News
Featured Image
Abp. Stefan Hesse of Hamburg, Germany.Elisabeth Fürst / YouTube

HAMBURG, Germany, August 21, 2020 (LifeSiteNews) — The head of the German archdiocese of Hamburg, Archbishop Stefan Heße (pronounced “Hess-uh”), has called for open-ended discussions on female priests.

“You have to be allowed to think and discuss the issues,” he said on Wednesday. Heße was appointed archbishop of Hamburg by Pope Francis in 2015.

“The discussion is still there, it is alive, and it cannot be stifled by a paper,” Heße argued, referring to Pope John Paul II’s 1994 Apostolic Letter Ordinatio Sacerdotalis.

The Polish pope, who was canonized by Pope Francis in 2014, wrote a powerful document explaining why only men can become priests, referring to several previous statements by popes that explained the issue in more detail.

“Wherefore, in order that all doubt may be removed regarding a matter of great importance, a matter which pertains to the Church’s divine constitution itself, in virtue of my ministry of confirming the brethren (cf. Lk. 22:32) I declare that the Church has no authority whatsoever to confer priestly ordination on women and that this judgment is to be definitively held by all the Church's faithful,” John Paul concluded.

Heße, however, said, “The historical perspective is one thing — but it’s not everything.”

Based on reports of his remarks, Heße did not acknowledge that what he referred to as “historical perspective” is properly called “sacred tradition,” and as such is part of revelation.

The Second Vatican Council explained that “there exists a close connection and communication between sacred tradition and Sacred Scripture. For both of them, flowing from the same divine wellspring, in a certain way merge into a unity and tend toward the same end.”

“For Sacred Scripture is the word of God inasmuch as it is consigned to writing under the inspiration of the divine Spirit, while sacred tradition takes the word of God entrusted by Christ the Lord and the Holy Spirit to the Apostles, and hands it on to their successors in its full purity, so that led by the light of the Spirit of truth, they may in proclaiming it preserve this word of God faithfully, explain it, and make it more widely known,” the Council fathers wrote in Dei Verbum.

“Consequently it is not from Sacred Scripture alone that the Church draws her certainty about everything which has been revealed. Therefore both sacred tradition and Sacred Scripture are to be accepted and venerated with the same sense of loyalty and reverence.”

PETITION: Join faithful German Catholics in resisting bishops’ plan to ‘Protestantize’ Church! Sign the petition here.

Archbishop Heße pointed out that modern theologians are asking whether in the incarnation of Christ the decisive thing was the Second Person of the Trinity becoming a man or becoming a person.

The original report by KNA (the official Catholic news agency, owned by the bishops), without directly quoting the archbishop, indeed spoke of “Personwerden” (“becoming a person”).
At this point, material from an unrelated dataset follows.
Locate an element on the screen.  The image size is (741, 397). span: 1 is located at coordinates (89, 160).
As faithful Catholics know, Christ did not become a human person; he assumed human nature, consisting of body and soul. There was no duality of persons in Jesus Christ — only the Second Person of the Trinity.

According to the Catechism of the Catholic Church, “[t]he Nestorian heresy regarded Christ as a human person joined to the divine person of God’s Son.”
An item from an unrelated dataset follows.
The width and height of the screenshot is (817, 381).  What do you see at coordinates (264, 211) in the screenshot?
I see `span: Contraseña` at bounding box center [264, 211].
In any case, even if the report by KNA wanted to make a distinction between Christ becoming a man and Christ becoming a human being, changing the Church’s teaching on the priesthood would require saying the Church was wrong for 2,000 years and misunderstood what Christ wanted to teach.

Heße expressed his hope that the “synodal path” of the Church in Germany would arrive at results on the question of the role of women in the Church that can then be presented in the Vatican. “But I also have the realistic notion that this will not answer or solve the questions,” he admitted.

Just days ago, a German law professor appointed by Pope Francis to the high-level group overseeing the Vatican’s finances signaled her openness to having female priests.

“In my view, a great deal is possible in this area,” Charlotte Kreuter-Kirchhof, a member of the Vatican’s Council for the Economy, who was appointed to the position earlier this month, said in an interview last week with the German bishops’ news website katholisch.de. “But there are controversial debates going on in the Church at the moment.”

In a 2017 radio interview, Kreuter-Kirchhof had already refused to place herself firmly in opposition to female deacons and priests.

“The question of consecration for women is a big area, and we have said: Well, we know the area, and we know that it exists, and we turn to the other or adjacent big topic, namely the big area that there are leadership positions in the Catholic Church for which no ordination is needed,” she said.

Cardinal Reinhard Marx, a member of Pope Francis’s small group of cardinal advisers, said in July that arguments used against female ordination decades ago are getting weaker over time. The archbishop of Munich and Freising, as well as former president of the German Bishops’ Conference, claimed that the question of female ordination still needs to be discussed, even though Pope John Paul II definitively said that only men can be validly ordained.